Stress is Not a Thing
Following on with how we use the energy of Thought and how we design our lived reality using three fundamental universal principles, stress doesn’t actually exist. Outside of our thinking.
We’ve made it up. I know! I’ve been telling people for years how stress is negatively affecting them and how it’s a real thing! Doesn’t stress cause 95% of all disease? Or something like that.
Dr. Kelly McGonigal, Stanford lecturer and health scientist, surprised everyone by talking about research showing that “stress” only has a detrimental effect if you think the life event is stressful. What? Confused yet? If it’s “stress” isn’t it inherently stressful? Well apparently, only if you think it is. This really bugged me for a long time.
She advocates thinking positively about stressful situations and reframing them. I see that it goes deeper than putting a positive spin on things.
If you dump a bucket of ice water over someone’s head, they are likely to yell at you and get upset and tense up in their body. Over time with repeated situations where you tense up, your body develops biomechanical compensations and eventually pain.

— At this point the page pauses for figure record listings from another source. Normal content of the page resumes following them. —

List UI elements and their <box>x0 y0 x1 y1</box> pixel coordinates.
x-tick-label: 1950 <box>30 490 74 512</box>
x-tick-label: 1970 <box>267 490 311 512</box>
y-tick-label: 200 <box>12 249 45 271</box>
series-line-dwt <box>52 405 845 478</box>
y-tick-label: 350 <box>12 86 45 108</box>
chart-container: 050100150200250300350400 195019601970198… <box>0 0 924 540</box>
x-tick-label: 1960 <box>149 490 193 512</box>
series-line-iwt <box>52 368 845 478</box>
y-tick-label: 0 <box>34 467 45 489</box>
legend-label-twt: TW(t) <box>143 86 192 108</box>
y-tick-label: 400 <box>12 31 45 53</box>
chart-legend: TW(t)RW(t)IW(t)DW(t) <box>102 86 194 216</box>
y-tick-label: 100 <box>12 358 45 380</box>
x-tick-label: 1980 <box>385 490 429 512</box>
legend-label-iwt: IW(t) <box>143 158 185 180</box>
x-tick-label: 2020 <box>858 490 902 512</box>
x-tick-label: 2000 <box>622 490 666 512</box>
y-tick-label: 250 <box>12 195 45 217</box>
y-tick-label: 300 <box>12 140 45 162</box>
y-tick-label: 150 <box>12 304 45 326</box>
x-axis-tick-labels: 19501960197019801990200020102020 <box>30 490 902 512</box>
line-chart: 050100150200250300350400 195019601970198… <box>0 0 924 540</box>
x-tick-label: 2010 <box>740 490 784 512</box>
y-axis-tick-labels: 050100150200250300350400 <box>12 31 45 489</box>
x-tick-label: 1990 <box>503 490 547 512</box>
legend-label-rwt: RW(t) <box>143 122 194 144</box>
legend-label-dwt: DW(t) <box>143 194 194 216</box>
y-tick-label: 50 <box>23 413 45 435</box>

However, if you dump a bucket of ice water over someone’s head at the beach on a hot day, they are likely to enjoy it and find it invigorating or refreshing. You may get thanked or you might even get a bucket over your head! There is no negative effect with the same ice water bucket happening when it's fun rather than traumatic.

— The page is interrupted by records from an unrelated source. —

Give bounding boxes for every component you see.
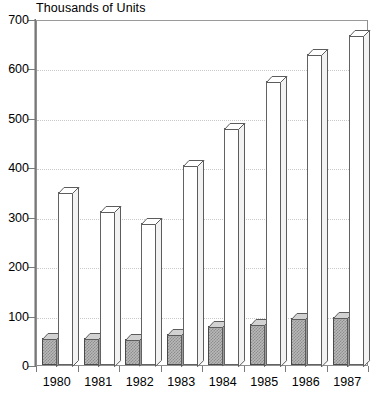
bar-shaded-1985 [250, 324, 265, 365]
bar-face [167, 334, 182, 365]
bar-white-1983 [183, 165, 198, 365]
bar-side-facet [280, 76, 287, 366]
bar-top-facet [183, 160, 198, 166]
x-axis-tick [78, 366, 79, 372]
bar-white-1982 [141, 223, 156, 365]
bar-face [208, 326, 223, 365]
bar-white-1987 [349, 35, 364, 365]
bar-face [307, 54, 322, 365]
bar-top-facet [250, 319, 265, 325]
bar-top-facet [224, 123, 239, 129]
bar-shaded-1982 [125, 339, 140, 365]
chart-title: Thousands of Units [36, 1, 146, 15]
x-axis-label: 1984 [209, 375, 237, 389]
bar-side-facet [238, 123, 245, 366]
plot-area [36, 20, 368, 366]
bar-side-facet [363, 30, 370, 366]
bar-top-facet [125, 334, 140, 340]
bar-top-facet [167, 329, 182, 335]
x-axis-tick [327, 366, 328, 372]
x-axis-tick [244, 366, 245, 372]
bar-face [100, 211, 115, 365]
bar-face [333, 317, 348, 365]
x-axis-label: 1983 [167, 375, 195, 389]
x-axis-tick [368, 366, 369, 372]
bar-top-facet [208, 321, 223, 327]
bar-side-facet [114, 206, 121, 366]
bar-top-facet [266, 76, 281, 82]
bar-top-facet [333, 312, 348, 318]
bar-face [58, 192, 73, 365]
x-axis-label: 1980 [43, 375, 71, 389]
x-axis-tick [36, 366, 37, 372]
x-axis-tick [119, 366, 120, 372]
bar-top-facet [349, 30, 364, 36]
y-axis-label: 200 [8, 260, 29, 274]
bar-top-facet [141, 218, 156, 224]
bar-face [224, 128, 239, 365]
bar-shaded-1987 [333, 317, 348, 365]
bar-white-1985 [266, 81, 281, 365]
bar-side-facet [197, 160, 204, 366]
x-axis-label: 1981 [84, 375, 112, 389]
x-axis-label: 1982 [126, 375, 154, 389]
bar-face [291, 318, 306, 365]
bar-shaded-1980 [42, 338, 57, 365]
y-axis-label: 100 [8, 310, 29, 324]
bar-face [42, 338, 57, 365]
y-axis-label: 500 [8, 112, 29, 126]
bar-face [349, 35, 364, 365]
y-axis-label: 700 [8, 13, 29, 27]
x-axis-label: 1986 [292, 375, 320, 389]
bar-shaded-1981 [84, 338, 99, 365]
y-axis-tick [28, 366, 35, 367]
bar-white-1980 [58, 192, 73, 365]
bar-side-facet [72, 187, 79, 366]
bar-top-facet [58, 187, 73, 193]
bar-top-facet [307, 49, 322, 55]
bar-top-facet [42, 333, 57, 339]
x-axis-label: 1987 [333, 375, 361, 389]
bar-white-1986 [307, 54, 322, 365]
bar-side-facet [155, 218, 162, 366]
bar-face [183, 165, 198, 365]
bar-white-1981 [100, 211, 115, 365]
bar-face [84, 338, 99, 365]
bar-white-1984 [224, 128, 239, 365]
x-axis-tick [202, 366, 203, 372]
bar-face [125, 339, 140, 365]
x-axis-tick [161, 366, 162, 372]
y-axis-label: 0 [22, 359, 29, 373]
bar-shaded-1983 [167, 334, 182, 365]
bar-chart: Thousands of Units 010020030040050060070… [0, 0, 378, 405]
bar-top-facet [291, 313, 306, 319]
y-axis-label: 600 [8, 62, 29, 76]
bar-face [141, 223, 156, 365]
x-axis-label: 1985 [250, 375, 278, 389]
bar-face [266, 81, 281, 365]
bar-shaded-1986 [291, 318, 306, 365]
bar-top-facet [100, 206, 115, 212]
y-axis-label: 300 [8, 211, 29, 225]
bar-face [250, 324, 265, 365]
bar-side-facet [321, 49, 328, 366]
bar-top-facet [84, 333, 99, 339]
x-axis-tick [285, 366, 286, 372]
bar-shaded-1984 [208, 326, 223, 365]
y-axis-label: 400 [8, 161, 29, 175]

My point is that different people respond to different situations or circumstances differently. If a situation was inherently stressful, all humans would respond the same way all the time. But we don’t. Our experience is variable.
What is stress? Stress is a feeling. Usually a spinning, overwhelmed, tight tension feeling. Maybe related to or the same as anxiety or overwhelm.
Around Christmas last year, I started to see something odd about stress. I’d always taken for granted or assumed that stress is part of life and affects everyone to greater or lesser degrees. There is a list floating around, for a long time now, of life stresses ranked from worst on down. In case you were feeling pretty good about your life, you can look up how many of these events had occurred in your life in the past year. Then you would know that you were actually stressed out. Unbeknownst to you!
I began to notice that “stress” is variable. One person may not find the same thing stressful as someone else. You may not find the same situation stressful depending on the day. How is this so if stress is so universal? If it's supposed to be a real thing?
I’ve learned that if my response to something is variable then my feeling is caused by my thinking in the moment rather than some inherent stressfulness of the external event.
I started experimenting with my lived experience.
First, I looked at what I mean by stress. What is it when I feel "stressed out”? For me, it meant a sense of spinning thoughts that built up into more and more negativity and a feeling of overwhelm. I don't have enough time or I can't do everything.
We generally use the word stress to describe a sense of tension in the body, pressure or overwhelm. As I noticed my response to different day-to-day life situations, it became obvious to me that “stress” doesn’t actually exist.
I started noticing that stress is a body signal that we are caught up in our unhelpful thinking.
We live in the feeling of our thinking. Not the feeling of any circumstance or situation. Everything that happens outside of us is a neutral happening until we have a thought. Recognizing this, as we do it, allows for a neutral experience. Stress only exists in our thinking.
My New Year’s resolution this year is to live without stress. So far, it’s going wonderfully.
Love,
Dr. Sara
P.S. Join us to experience an exploration of living from Inner Wisdom. It's April 15th, 2023, from 9:30 am to 4:30 pm in New Hamburg. Lunch is provided.